Up to 4 million Australians are expected to be inoculated by March, with Morrison among a small group receiving the first round of the Pfizer/BioNTech vaccine.
“This is the beginning of a big game change,” Morrison told reporters moments after getting injected at a medical centre in Sydney. “Every day that goes past from here gets more normal. And that is what is exciting about today.”
The intergovernmental National Cabinet is to review how its five-stage vaccination programme will change the way the country manages the risk of coronavirus transmission in the future, including at its state and international borders.
Australian states have introduced some of the strictest community mobility restrictions in the world to manage the spread of the virus, including intermittent city lockdowns, curfews and border closures.
Reporting a second consecutive day with no coronavirus transmission in the community, the nation has had just under 29,000 infections and 909 deaths since March, ranking among the top 10 in a COVID-19 performance index.
Morrison said the vaccine addresses his “greatest fear” as prime minister: “serious disease and the sort of widespread fatalities that we saw overseas.”
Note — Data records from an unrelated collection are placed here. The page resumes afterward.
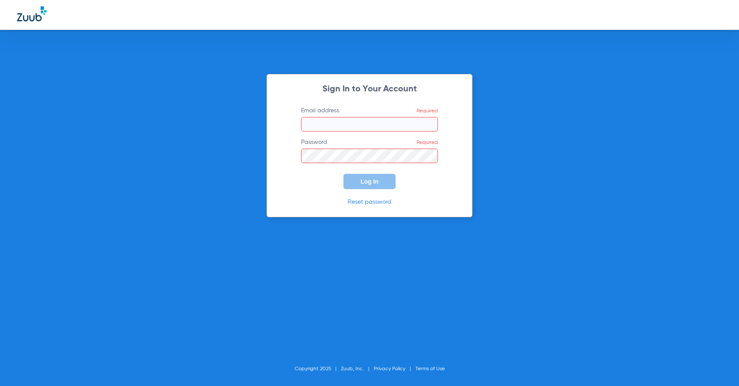 The image size is (739, 386). What do you see at coordinates (369, 156) in the screenshot?
I see `input: PasswordRequired` at bounding box center [369, 156].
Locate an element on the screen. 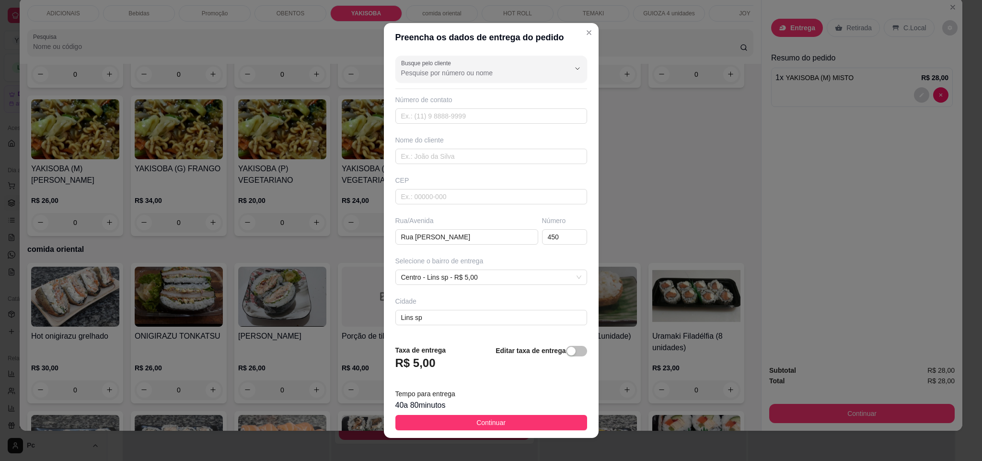 The width and height of the screenshot is (982, 461). button: Show suggestions is located at coordinates (578, 69).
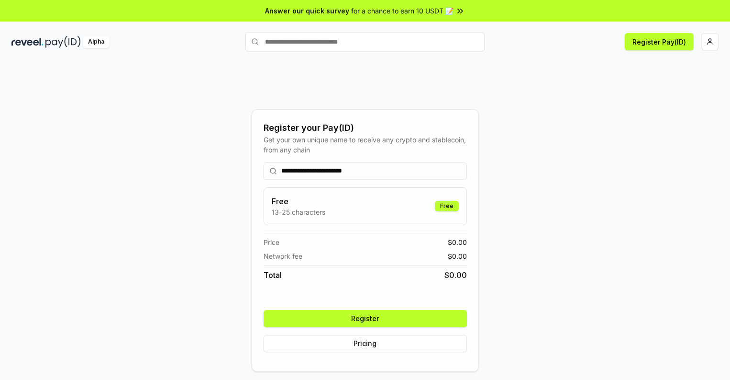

A small number of older Australians at the Castle Hill Medical Centre in western Sydney, aged-care staff, and frontline nurses and workers were also among the first injected, officials said.
From Monday morning, a broader “phase 1-A” rollout is to begin among aged-care and disability staff, and border protection and quarantine workers at vaccine hubs nationwide.
“Phase 1-B” vaccinations of immunocompromised people and those over 70 years old, as well as Indigenous Australians over 55 years old and emergency service workers, are to follow.
The vast majority of the population will be injected with the AstraZeneca vaccine, which can be produced locally, by the end of October.
On Saturday, thousands of people attended anti-vaccine rallies in major Australian cities to protest what they incorrectly believed to be mandatory vaccinations.